Sorry Guido, but there really is a cost of living crisis and it's getting worse under a Tory government.
Guido Fawkes has put up a curious post this morning in which he claims that, rather than there being a cost of living crisis, voters are actually better off now than they were in 2010:
“Throw in the income tax threshold hike (£493), the savings from holding down council taxes (£210) and you have already countered the Balls attack in cash terms – and some – at £1,703. Meaning that in terms of disposable income the “average working person” is better off.”
In other words, the rise in personal allowance and the fact that council taxes haven’t significantly increased since the coalition came to power outweighs the fall in living standards due to prices rising faster than wages.
Unfortunately for Guido and the Tories, this is simply untrue.
Even when excluding the impact that falling wages are having on peoples’ living standards, the Institute for Fiscal Studies (IFS) says that taking into account tax and benefit changes since 2010 a majority of working households are worse off now than they were when the coalition came to power.
As senior research economist at the IFS Robert Joyce puts it:
“Looking at all the measures that are happening that started in 2010 and that are happening to the end of this parliament, if you look at all the measures announced over that period, then most of those families will lose overall because of things like the main rise in VAT back in January 2011.”
And as John Rentoul has also recently noted on disposable income, comparing the last whole year of Labour – Q3 2009 to Q2 2010 – with the most recent year to Q2 2013, real households’ disposable income per head fell by 2.2 per cent.
Sorry Guido, but the coalition really are presiding over a cost of living crisis.
35 Responses to “Sorry Guido, but the Tories really are presiding over a cost of living crisis”
hatchepsut
Anyone that uses Waitrose as their initial example of a place to get food clearly has no clue what life is like for us plebs. Migrants are not the problem. Corporate greed is the problem. Wages are low because employers know they can get away with it. They know we will get our wages topped up by benefits so they pay us less and keep more for themselves. They are the ones taking other “other people’s money”. also I repeat, my landlady gets my housing benefit. It goes directly to her. Rents have soared because landlords realised they could keep upping rents, knowing that the benefits system would cover it. I have no options, they do.
LB
You’re being teased on Waitrose. Mind you MPs had a John Lewis list. So you don’t want to have cooperatives as your place of shopping.
Migrants are a major issue. Not all of them. Some we need and should accept. However, we should not allow people in who need HB like yourself.
Wages are low because they don’t have to pay. Partly because the state screws us to pay you. Then because demand is so high because they increased the supply driving down wages.
As for HB, you receive it. Doesn’t matter what label you put on it, its other people’s money given to you to live. Rents have soared, because demand has increased because of the unfettered migration. So you are in the market for low rent properties, and you’re having to compete against the low skilled low paid migrant. 5.8 million have arrived recently. No surprising what the result was. That was Labour’s plan. They weren’t bright enough to work out the consequences. You’ve been screwed as a result.
It will get far worse for you. It’s back to the big problem. Pensions. They have spent all the money you’ve given them. There is just the debt left. That’s rising at 734 bn a year, and total taxes are 600 bn. If you’re forced to rely on the state, you will be screwed.
hatchepsut
So you genuinely believe that without migrants our employers would voluntarilly pay us much better wages and our landlords would reduce our rents? There would still be a supply and demand issue without all the migrants due to the housing policies of the past 30 years of governments. Selling off all the council houses started the problem and no one intervened before it got out of control. Even without migrants in this country, employers are competing in a global economy with countries where staff are paid pennies. As long as they can get away with it they will continue to pay us as little as possible, I have no foreign migrants working where I work and yet I still only get minimum wage, which is not enough to live off.
LB
What I think is that the market kicks in.
A shortage of workers puts upwards pressure on wages as employer’s compete for those workers.
Currently, the workers are competing for the jobs because the supply has been inflated. That drives down the price of workers.
Likewise with landlords. Without 5.3 million extra people to house, what do you think happens? Renters pick and choose. A better property for the same price, or a similar property for a lower price.
Supply and demand.
Notice that selling off council housing didn’t change the number of houses. It’s gone up as new are built over all. Or is it that you’re complaining that you can’t get your housing paid for out of other people’s pockets. Winging that other people want to spend their money on their needs, not on yours?
Global economy does apply, for some jobs. How are you going to outsource the NHS for example, to India?
Yep, min wage has an issue, You get taxed on min wage. Made poorer by the state.
So what’s your problem? You’re advocating the state taking money off other people, why are you complaining when money gets taken from you.
Russ
Selling off assets that the taxpayer has supported, more wealth going to an elite minority, whilst the workers become poorer. Anybody who has supported the Bullendon Boys in the sale of assets taxpayers have funded must have a perverse sense of logic and perhaps by applying your support to this farcical coalition is akin to owning up to being intellectually bankrupt.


## Task to carry out
Transcribe only what runs from the line containing "Image resolution: width=926" through the final line below, exactly, and leave every picture out.

## Records provided
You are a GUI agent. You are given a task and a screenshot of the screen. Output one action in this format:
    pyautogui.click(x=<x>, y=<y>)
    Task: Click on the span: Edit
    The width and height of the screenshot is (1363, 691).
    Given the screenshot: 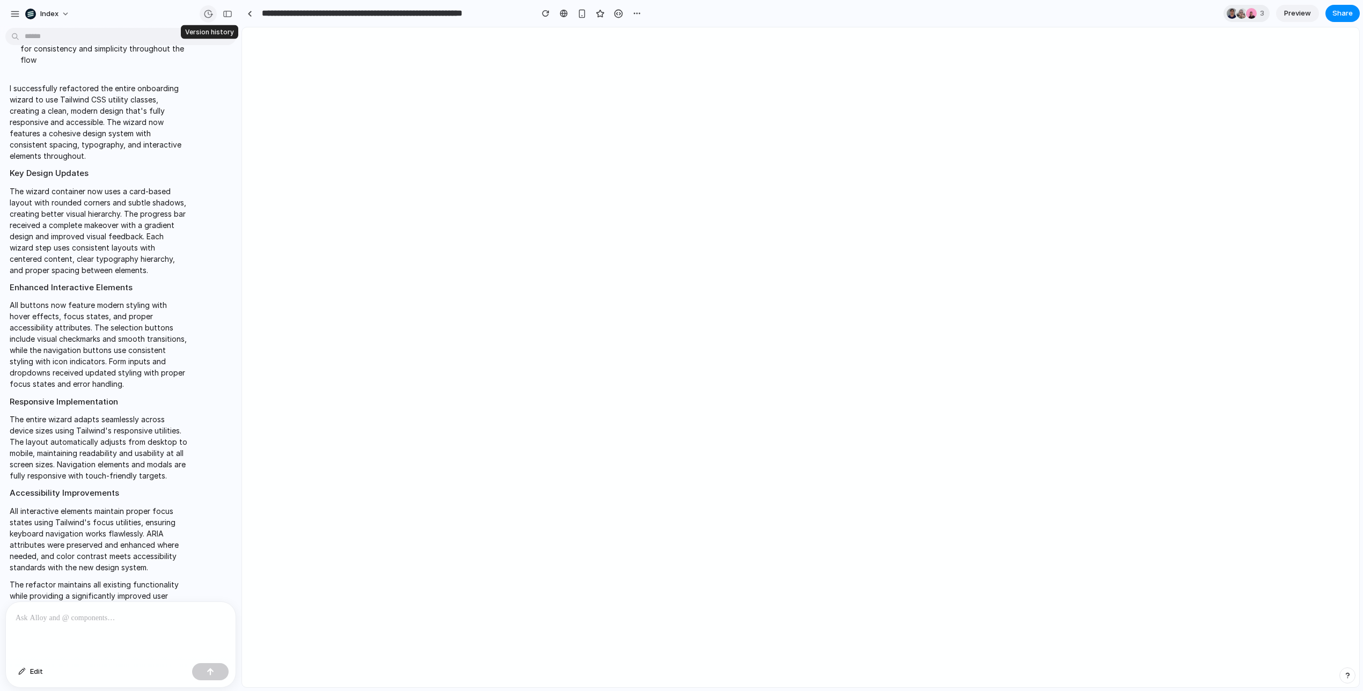 What is the action you would take?
    pyautogui.click(x=36, y=672)
    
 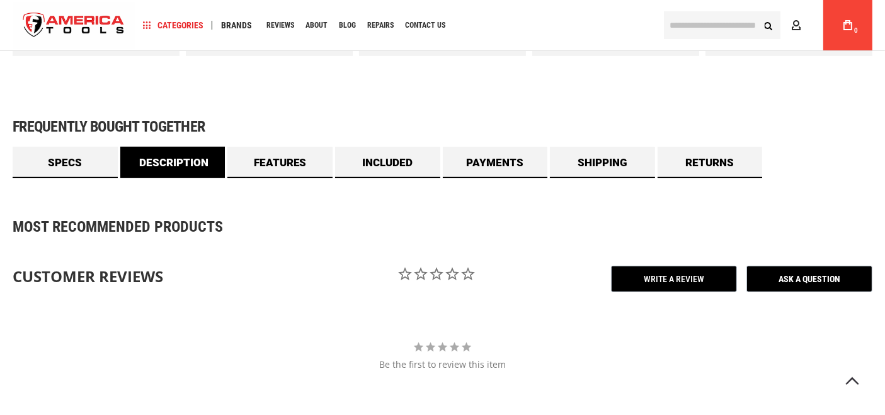 What do you see at coordinates (280, 25) in the screenshot?
I see `a: Reviews` at bounding box center [280, 25].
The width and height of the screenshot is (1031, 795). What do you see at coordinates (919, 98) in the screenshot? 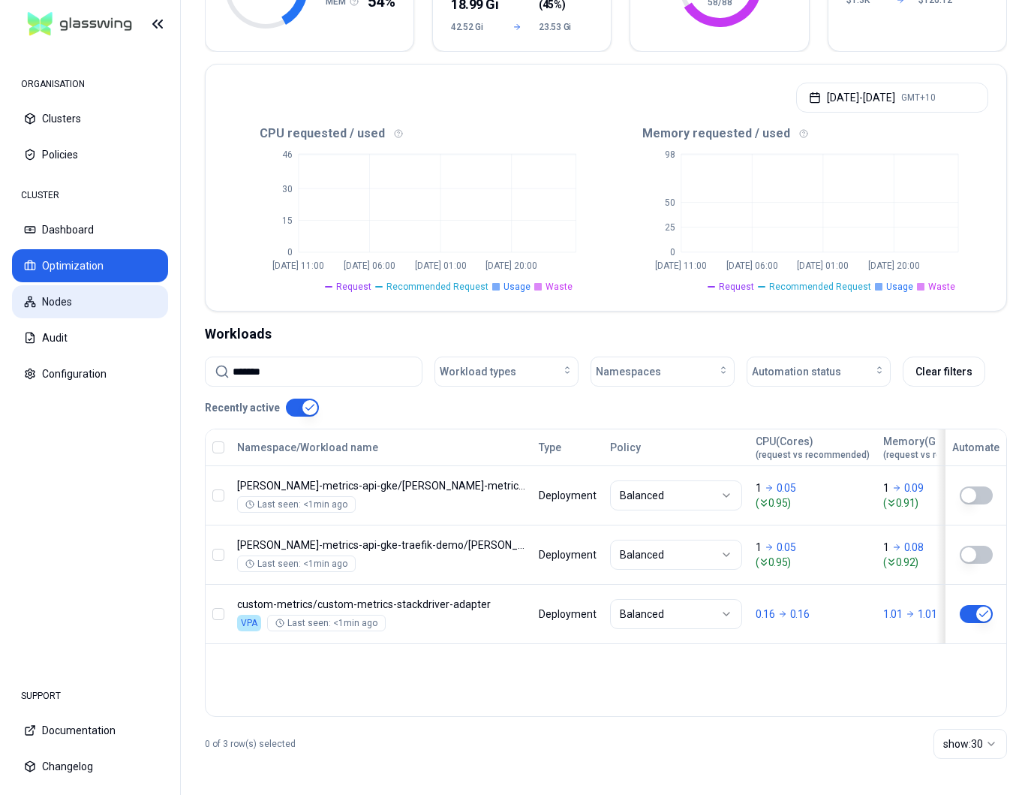
I see `span: GMT+10` at bounding box center [919, 98].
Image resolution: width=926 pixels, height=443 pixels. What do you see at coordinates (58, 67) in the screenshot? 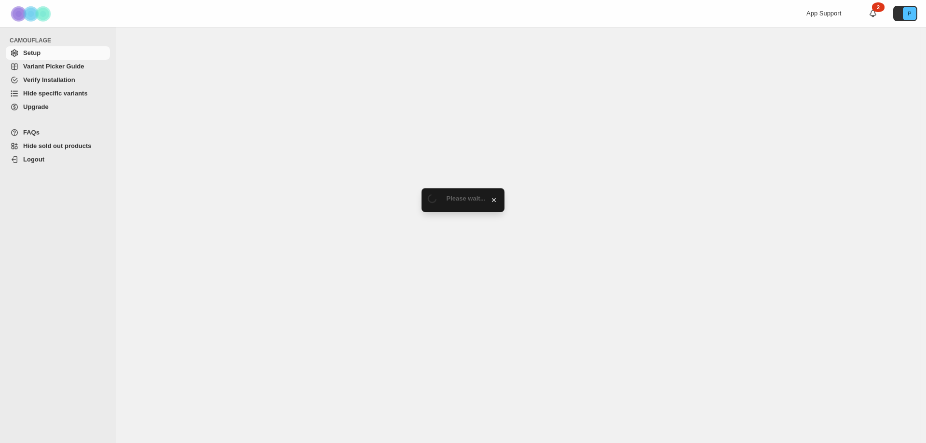
I see `a: Variant Picker Guide` at bounding box center [58, 67].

## Solved problem
Image resolution: width=926 pixels, height=443 pixels. What do you see at coordinates (58, 67) in the screenshot? 
I see `a: Variant Picker Guide` at bounding box center [58, 67].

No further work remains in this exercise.